Netflix Still Represents Dominant 33% Share of Peak Downstream Bandwidth, According to Sandvine
Fueled by Netflix and other real-time streaming media, North American Internet users more than doubled the amount of monthly data they consume over wireline networks in the last year -- to the equivalent of 81 hours of video per month, according to a new report.
Mean monthly data usage of fixed-line broadband subscribers in the region increased by 122% from the second half of 2011 to the same period this year, from 23 Gigabytes to 51 GB, according to a report by bandwidth-management equipment vendor Sandvine.
In addition, median average monthly data usage among North America wireline broadband subs grew 190%, from 5.8 GB in the second half of 2011 to 16.8 GB in the same period this year.
“Real-time entertainment continues to soar,” Sandvine CEO Dave Caputo said. “Since 2009, on-demand entertainment [has] consumed more bandwidth than ‘experience later’ bulk transfers, and we project that trend to continue.”
In the U.S., Sandvine projects data traffic will jump about tenfold between 2012 and 2017, when nearly 500 Exabytes (500 billion Gigabytes) per year will traverse wireline networks.
Today Netflix’s over-the-top video service continues to consume a dominant chunk of North American wireline networks, accounting for 33.0% of downstream traffic during peak periods (9 p.m. to 12 a.m.). That’s consistent with usage levels Sandvine measured in the second half of 2011 and the first half of this year.
But while Netflix’s share of traffic has not changed, the growth in total data consumption means that Netflix is continuing to increase the number of bytes it delivers each month.
Other video services on North American fixed networks are relatively tiny, with Amazon.com’s video services accounting for 1.8% of peak-period downstream traffic, followed by Hulu at 1.4% and HBO Go at 0.5%. Over all, real-time entertainment traffic is responsible for 65% of downstream data consumption.
This summer, NBCUniversal’s streaming video for the 2012 London Olympic Games accounted for between 8% and 12% of network traffic each day in the U.S., according to Sandvine.
“While this is a significant amount of traffic, one key consideration to keep in mind is that because of the difference in time zones, most of the streaming occurred outside the traditional peak hours,” the company said in the report. Sandvine predicts that the 2014 World Cup will be the most-streamed event in Internet history.
Over the past year, BitTorrent traffic rose by more than 40%. But the application -- which along with other file-sharing programs were once the bête noire of broadband providers -- continues to lose overall traffic share. BitTorrent declined from 19.2% of peak-period aggregate traffic in 2010 to 12.0% in 2012. By 2015, BitTorrent will shrink to less than 10% of total traffic, Sandvine predicts.
Sandvine, based in Waterloo, Ontario, generated the “Global Internet Phenomena Report 2H2012” report based on data supplied by a subset of its 200 customers, which provide wireline and wireless Internet and data service to hundreds of millions of subscribers worldwide.
According to the vendor, in North America, the top 1% of subscribers who use the most downstream traffic account for 12.8% of downstream bytes, whereas the top percentile on the upstream side account for 38.6% of total upstream traffic. The top 10% of all users account for about half of aggregate traffic, while the lightest 50% of users account for just 5.2% of total monthly traffic.
Some wireline ISPs have already instituted usage caps with overage charges on customers who exceed those, including AT&T and Suddenlink Communications. Comcast and Time Warner Cable are testing the model.
Meanwhile, according to Sandvine, data-usage growth on mobile networks in the past year experienced only minor growth. In the past six months, mean monthly usage increased 1.4%, from 312.8 Megabytes to 317.2 MB. The median usage among mobile users increased more substantially -- by 29%, from 25.5 MB to 32.9 MB -- over the same period.
On mobile data networks, YouTube accounts for 28.0% of aggregate traffic, followed by Web browsing at 14.3%.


**TASK INSTRUCTIONS:** I'd like the entries reproduced exactly, with the images omitted.

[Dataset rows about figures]
<<<<

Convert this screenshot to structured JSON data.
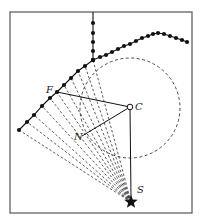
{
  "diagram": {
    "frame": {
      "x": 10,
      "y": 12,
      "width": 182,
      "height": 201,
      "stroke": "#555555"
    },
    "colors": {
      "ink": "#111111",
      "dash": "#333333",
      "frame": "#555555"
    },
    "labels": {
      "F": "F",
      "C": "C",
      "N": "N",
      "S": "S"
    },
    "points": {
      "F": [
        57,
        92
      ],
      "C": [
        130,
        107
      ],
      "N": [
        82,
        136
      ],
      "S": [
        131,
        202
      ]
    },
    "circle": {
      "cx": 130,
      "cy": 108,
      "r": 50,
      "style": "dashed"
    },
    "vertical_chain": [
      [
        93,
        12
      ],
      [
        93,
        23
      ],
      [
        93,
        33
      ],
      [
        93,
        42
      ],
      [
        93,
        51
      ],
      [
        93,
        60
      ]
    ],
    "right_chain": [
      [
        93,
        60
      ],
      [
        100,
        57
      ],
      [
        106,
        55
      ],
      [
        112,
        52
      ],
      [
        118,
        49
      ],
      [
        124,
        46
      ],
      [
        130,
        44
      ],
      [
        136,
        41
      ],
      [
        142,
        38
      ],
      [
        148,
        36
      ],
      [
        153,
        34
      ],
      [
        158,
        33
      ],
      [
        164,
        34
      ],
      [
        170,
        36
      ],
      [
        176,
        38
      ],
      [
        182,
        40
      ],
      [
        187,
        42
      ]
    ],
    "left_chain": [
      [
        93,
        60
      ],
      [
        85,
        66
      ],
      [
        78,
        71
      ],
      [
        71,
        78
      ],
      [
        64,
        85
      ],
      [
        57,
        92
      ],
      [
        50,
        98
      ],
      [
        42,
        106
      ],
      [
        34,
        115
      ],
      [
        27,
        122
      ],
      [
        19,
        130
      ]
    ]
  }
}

>>>>

**ANSWER FOR THIS EXERCISE:**
Convert this screenshot to structured JSON data.
{
  "diagram": {
    "frame": {
      "x": 10,
      "y": 12,
      "width": 182,
      "height": 201,
      "stroke": "#555555"
    },
    "colors": {
      "ink": "#111111",
      "dash": "#333333",
      "frame": "#555555"
    },
    "labels": {
      "F": "F",
      "C": "C",
      "N": "N",
      "S": "S"
    },
    "points": {
      "F": [
        57,
        92
      ],
      "C": [
        130,
        107
      ],
      "N": [
        82,
        136
      ],
      "S": [
        131,
        202
      ]
    },
    "circle": {
      "cx": 130,
      "cy": 108,
      "r": 50,
      "style": "dashed"
    },
    "vertical_chain": [
      [
        93,
        12
      ],
      [
        93,
        23
      ],
      [
        93,
        33
      ],
      [
        93,
        42
      ],
      [
        93,
        51
      ],
      [
        93,
        60
      ]
    ],
    "right_chain": [
      [
        93,
        60
      ],
      [
        100,
        57
      ],
      [
        106,
        55
      ],
      [
        112,
        52
      ],
      [
        118,
        49
      ],
      [
        124,
        46
      ],
      [
        130,
        44
      ],
      [
        136,
        41
      ],
      [
        142,
        38
      ],
      [
        148,
        36
      ],
      [
        153,
        34
      ],
      [
        158,
        33
      ],
      [
        164,
        34
      ],
      [
        170,
        36
      ],
      [
        176,
        38
      ],
      [
        182,
        40
      ],
      [
        187,
        42
      ]
    ],
    "left_chain": [
      [
        93,
        60
      ],
      [
        85,
        66
      ],
      [
        78,
        71
      ],
      [
        71,
        78
      ],
      [
        64,
        85
      ],
      [
        57,
        92
      ],
      [
        50,
        98
      ],
      [
        42,
        106
      ],
      [
        34,
        115
      ],
      [
        27,
        122
      ],
      [
        19,
        130
      ]
    ]
  }
}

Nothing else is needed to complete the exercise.